Photo courtesy of unquietlibrarian
WOW -- just...WOW! Unquiet Librarian Buffy Hamilton just unveiled her new Library 2.0 site and it is ... um ...  spectacular!

--> -->    The Unquiet Library  <-- <--

She built it using Google Sites, which fascinates me because we've just adopted Google Apps for Education at my school. There are so many ideas here that I can use!

Buffy's use of widgets caught my eye right away, but oh, what those widgets revealed was what truly blew me away. The UnQuiet Library has a
And the content? Mind-bogglingly rich.

Here's what Buffy says about her Unquiet Library:

"People often ask me where I came up with the "The Unquiet Library" brand for my library. As an Ed.S. student, I read a book, Library: An Unquiet History by Matthew Battles, as part of my research study of libraries as sponsors of literacy. When I opened the library in August of 2006, I wanted to come up with a brand that fit my vision of my high school library as an agent of change. "The Unquiet Library" fits because I want our library to make some positive "noise" as we try to build a library program that makes a difference in the lives of our students and teachers."
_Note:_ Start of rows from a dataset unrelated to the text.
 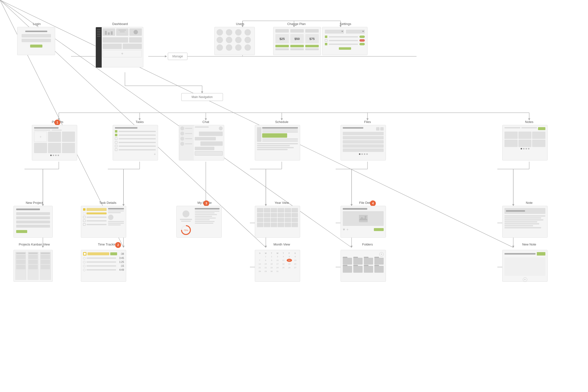 I want to click on myprofile-badge: 3, so click(x=206, y=204).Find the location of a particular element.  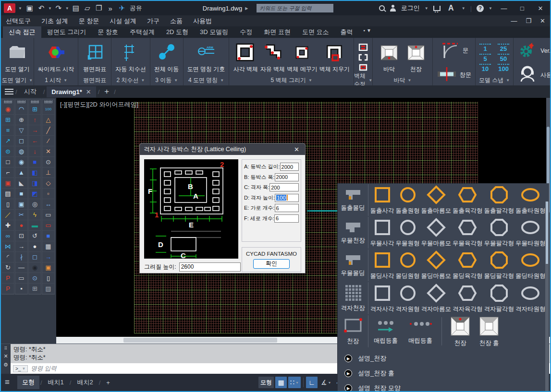

ribbon-tab: 수정 is located at coordinates (246, 32).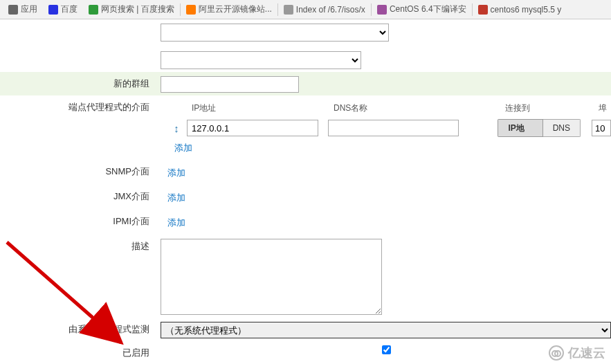 The height and width of the screenshot is (364, 611). I want to click on watermark-text: 亿速云, so click(587, 353).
Check out Joyce Valenza's raving review of the Unquiet Library:  "If I had my way: More unquiet libraries!"

The bottom line, specifically? Buffy taught me that I should aim for the kind of 1-click simplicity that she has created with her Library 2.0 site. The beauty of Google sites is that I can do a one-page cover site such as she has done, and have a "Search this site" that really works.

The Big Picture? You know the Unquiet Library is the place to be, and for all the right reasons! Buffy and her Unquiet Library inspire me to "build a library program that makes a difference in the lives of our students and teachers".

Mahalo, Buffy.

... Excuse me while I go and explore all of the nooks and crannies of this gorgeous site.